In keeping with the book’s focus as set out in the introduction, this chapter pro­ vides an overview of some key alterations that are currently occurring in the lower criminal courts. Transformations within the courts have been various and multiple, and have been found in the different criminal justice agencies whose work intersects with the criminal courts: the police, the prosecution service, the legal defence profession and probation services. Summary justice alterations have been in a transformative state for some decades, but this chapter addresses changes in the present period which are fundamentally changing the way justice is delivered. The chapter frames these changes within themes of public service modernisa­ tion and ambitions to run a criminal court system operating to the demands of the twenty-first century, which includes building streamlining and efficiency savings into the system. The changes described are the defining features of man­ agerial justice. Managerial justice is the dominant model we have seen unfolding in the UK and elsewhere, and is evidenced in the many cost and efficiency savings being made to criminal court service delivery (Ministry of Justice, 2011b; The Conservative Party, 2010, 2015; O’Malley, 2008; Bohm, 2006; Freiberg, 2005; Raine and Willson, 1993).

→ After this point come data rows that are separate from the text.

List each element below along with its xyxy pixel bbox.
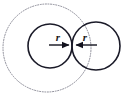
left-radius-label: r	[56, 31, 61, 43]
figure-canvas: r r	[0, 0, 132, 105]
figure-background	[0, 0, 132, 105]
geometry-figure: r r	[0, 0, 132, 105]
right-radius-label: r	[83, 31, 88, 43]
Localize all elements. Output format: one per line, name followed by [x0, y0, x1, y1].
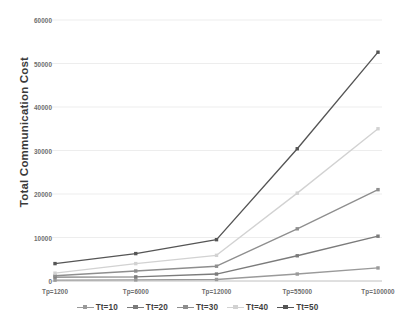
series-line-Tt=30: [55, 190, 378, 276]
data-point-Tt=10-Tp=55000: [296, 272, 299, 275]
data-point-Tt=50-Tp=12000: [215, 238, 218, 241]
data-point-Tt=30-Tp=55000: [296, 227, 299, 230]
legend-label: Tt=40: [246, 303, 268, 312]
legend-item-Tt=10[interactable]: Tt=10: [77, 303, 118, 312]
y-axis-tick-30000: 30000: [4, 147, 52, 154]
data-point-Tt=50-Tp=55000: [296, 147, 299, 150]
data-point-Tt=10-Tp=6000: [134, 278, 137, 281]
legend-marker-icon: [127, 304, 144, 312]
legend-label: Tt=20: [146, 303, 168, 312]
data-point-Tt=30-Tp=100000: [376, 188, 379, 191]
data-point-Tt=20-Tp=12000: [215, 272, 218, 275]
data-point-Tt=30-Tp=6000: [134, 269, 137, 272]
data-point-Tt=20-Tp=55000: [296, 254, 299, 257]
legend-item-Tt=40[interactable]: Tt=40: [227, 303, 268, 312]
legend-marker-icon: [277, 304, 294, 312]
x-axis-tick-3: Tp=55000: [282, 288, 312, 295]
data-point-Tt=20-Tp=6000: [134, 275, 137, 278]
legend-item-Tt=20[interactable]: Tt=20: [127, 303, 168, 312]
y-axis-tick-10000: 10000: [4, 234, 52, 241]
legend-label: Tt=50: [296, 303, 318, 312]
data-point-Tt=50-Tp=1200: [53, 262, 56, 265]
y-axis-tick-20000: 20000: [4, 191, 52, 198]
y-axis-tick-labels: 0100002000030000400005000060000: [0, 0, 52, 328]
legend-item-Tt=50[interactable]: Tt=50: [277, 303, 318, 312]
data-point-Tt=40-Tp=1200: [53, 271, 56, 274]
data-point-Tt=50-Tp=6000: [134, 252, 137, 255]
legend-item-Tt=30[interactable]: Tt=30: [177, 303, 218, 312]
data-point-Tt=10-Tp=12000: [215, 278, 218, 281]
legend-label: Tt=30: [196, 303, 218, 312]
data-point-Tt=40-Tp=100000: [376, 127, 379, 130]
data-point-Tt=50-Tp=100000: [376, 50, 379, 53]
data-point-Tt=10-Tp=1200: [53, 278, 56, 281]
y-axis-tick-40000: 40000: [4, 104, 52, 111]
data-point-Tt=30-Tp=12000: [215, 265, 218, 268]
x-axis-tick-2: Tp=12000: [202, 288, 232, 295]
data-point-Tt=20-Tp=100000: [376, 234, 379, 237]
data-point-Tt=40-Tp=12000: [215, 254, 218, 257]
y-axis-tick-60000: 60000: [4, 17, 52, 24]
legend-label: Tt=10: [96, 303, 118, 312]
legend-marker-icon: [77, 304, 94, 312]
x-axis-tick-1: Tp=6000: [123, 288, 149, 295]
data-point-Tt=10-Tp=100000: [376, 266, 379, 269]
legend-marker-icon: [177, 304, 194, 312]
plot-area: [0, 0, 395, 328]
y-axis-tick-50000: 50000: [4, 60, 52, 67]
series-line-Tt=50: [55, 52, 378, 263]
legend-marker-icon: [227, 304, 244, 312]
x-axis-tick-0: Tp=1200: [42, 288, 68, 295]
y-axis-tick-0: 0: [4, 278, 52, 285]
chart-legend: Tt=10Tt=20Tt=30Tt=40Tt=50: [0, 303, 395, 312]
data-point-Tt=40-Tp=6000: [134, 262, 137, 265]
x-axis-tick-4: Tp=100000: [361, 288, 394, 295]
data-point-Tt=40-Tp=55000: [296, 191, 299, 194]
line-chart: Total Communication Cost 010000200003000…: [0, 0, 395, 328]
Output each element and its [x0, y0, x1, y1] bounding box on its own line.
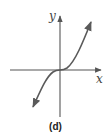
cubic-curve	[33, 22, 91, 107]
cubic-graph-figure: y x (d)	[0, 0, 111, 140]
x-axis-label: x	[96, 73, 103, 85]
y-axis-label: y	[49, 10, 56, 22]
figure-caption: (d)	[0, 122, 111, 132]
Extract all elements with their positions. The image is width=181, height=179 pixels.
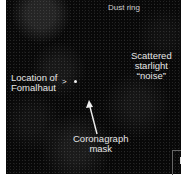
dust-ring-label: Dust ring [108,3,140,13]
location-pointer-icon: > [62,78,67,86]
scattered-line-3: “noise” [131,71,172,81]
fomalhaut-star-marker [74,80,77,83]
inset-frame-edge [172,150,181,175]
coronagraph-mask-label: Coronagraph mask [73,134,128,154]
coronagraph-arrow-icon [86,100,100,136]
coronagraph-line-2: mask [73,144,128,154]
fomalhaut-location-label: Location of Fomalhaut [11,73,57,93]
scattered-starlight-label: Scattered starlight “noise” [131,51,172,81]
location-line-2: Fomalhaut [11,83,57,93]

The changes discussed in this chapter are the different speedy justice initi­ atives implemented over the years in efforts to quicken the pace at which cases move through the criminal court system: the amalgamation and closure of crim­ inal courthouses as part of a court rationalisation project since 2011 and the introduction of virtual courts and the increasing use of live link technology in courtroom hearings (Ward, 2015; Mulcahy, 2008, 2011). The chapter focuses on changes within the English justice system, but similar modernising, streamlining and efficiency developments have been emerging in other jurisdictions (Haarhuis and Niemeijer, 2006), which are similarly located within models of managerial justice and reformed public service management. This can be seen in the growth of out­ of­court administration offences in continental European countries, where some lower-range offences are assigned to office-based and online administra­ tion systems (Jehle and Wade, 2006), virtual court and live link developments in the Netherlands etc. It is not possible in this book to review the patterns of change in other jurisdictions, although reference is made to some throughout.